Helping the Bush

by Jessica Yuille, Coordinator of the Blue Mountains Retreat Centre, Australia

 

In Australia the Brahma Kumaris are fortunate to have four Retreat Centres all with varying amounts of beautiful natural bush and native animals. As custodians of these areas we do our best to care for them. This can mean leaving them alone but may also mean doing bush regeneration.

 

Our Retreat Centre in the Blue Mountains is on 136 acres of mostly natural bush, adjacent to The Blue Mountains World Heritage Area. It is a special piece of land with natural swamps, springs, a creek and wallabies (small kangaroos), marsupial mice, possums, parrots and owls.

 

When the Brahma Kumaris bought the land it had large patches of Blackberry, and flowering Scottish Broom lining the creek. This may sound lovely, however plants that aren’t native to a place do not provide food & shelter for the native animals. Instead, they can take over areas and create a type of desert with little wildlife there. Like the Blackberry, plants from another country often thrive because there may not be the usual animals to eat them and keep them in check.

 

Soon after acquiring the Retreat Centre, the Brahma Kumaris started up a Landcare Group – a group of locals who come together regularly, such as once a month, to do bush regeneration, i.e. removing non-native plants from the bush. Seeds are always carried off site, but the weeded plants may be left as mulch, sometimes being hung in a bush to dry out first. The native plants can then spread back into the area naturally.
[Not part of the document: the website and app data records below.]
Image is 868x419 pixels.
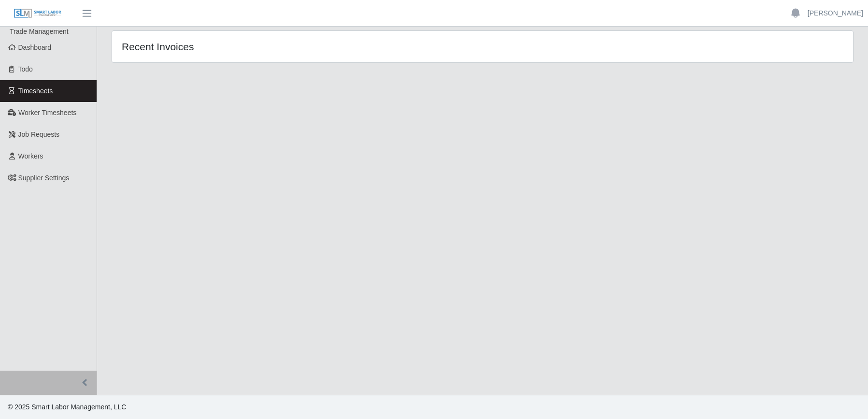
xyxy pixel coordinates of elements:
[19,87,53,95] span: Timesheets
[19,152,44,160] span: Workers
[14,8,62,19] img: SLM Logo
[10,28,69,35] span: Trade Management
[19,65,33,73] span: Todo
[19,130,60,139] span: Job Requests
[122,41,414,53] h4: Recent Invoices
[19,44,52,51] span: Dashboard
[19,109,76,116] span: Worker Timesheets
[8,403,126,411] span: © 2025 Smart Labor Management, LLC
[19,174,70,181] span: Supplier Settings
[808,8,863,19] a: [PERSON_NAME]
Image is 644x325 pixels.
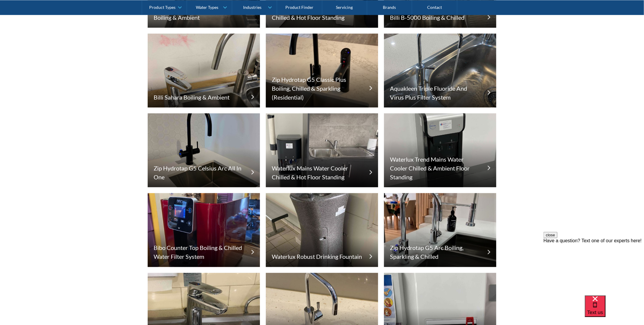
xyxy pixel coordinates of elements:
[266,114,378,187] img: Waterlux Mains Water Cooler Chilled & Hot Floor Standing
[272,164,363,182] h5: Waterlux Mains Water Cooler Chilled & Hot Floor Standing
[148,193,260,267] img: Bibo Counter Top Boiling & Chilled Water Filter System
[585,296,644,325] iframe: podium webchat widget bubble
[153,243,246,261] h5: Bibo Counter Top Boiling & Chilled Water Filter System
[149,5,175,10] div: Product Types
[390,13,464,22] h5: Billi B-5000 Boiling & Chilled
[384,193,496,267] img: Zip Hydrotap G5 Arc Boiling, Sparkling & Chilled
[390,155,482,182] h5: Waterlux Trend Mains Water Cooler Chilled & Ambient Floor Standing
[266,193,378,267] img: Waterlux Robust Drinking Fountain
[384,114,496,187] img: Waterlux Trend Mains Water Cooler Chilled & Ambient Floor Standing
[266,34,378,107] img: Zip Hydrotap G5 Classic Plus Boiling, Chilled & Sparkling (Residential)
[148,34,260,107] img: Billi Sahara Boiling & Ambient
[384,34,496,107] img: Aquakleen Triple Fluoride And Virus Plus Filter System
[272,75,363,102] h5: Zip Hydrotap G5 Classic Plus Boiling, Chilled & Sparkling (Residential)
[148,114,260,187] img: Zip Hydrotap G5 Celsius Arc All In One
[243,5,261,10] div: Industries
[153,93,230,102] h5: Billi Sahara Boiling & Ambient
[196,5,219,10] div: Water Types
[272,252,362,261] h5: Waterlux Robust Drinking Fountain
[390,243,482,261] h5: Zip Hydrotap G5 Arc Boiling, Sparkling & Chilled
[544,232,644,303] iframe: podium webchat widget prompt
[390,84,482,102] h5: Aquakleen Triple Fluoride And Virus Plus Filter System
[153,164,246,182] h5: Zip Hydrotap G5 Celsius Arc All In One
We only do planting if a bare patch is created which may erode.

 

In our first year, the Landcare Group removed all the Broom along the creek on the property, but for the following 20 years they’ve been pulling up Broom seedlings! Broom plants produce up to 18,000 seeds per year, which remain viable in the ground for up to sixty years! So, there is still many years of work to be done. At least nothing is flowering and sending seed down the creek into the National Park.

 

The Blackberry was too big a task for the Landcare Group, so a grant paid for professional bush regenerators to come in and remove it. It now only appears when a bird drops a seed from eating blackberries on a neighbour’s property.

 

We feel very fortunate to have a beautiful piece of land on which to live and invite others to enjoy, and also honoured to have the opportunity to take care of and nurture the flora and fauna here.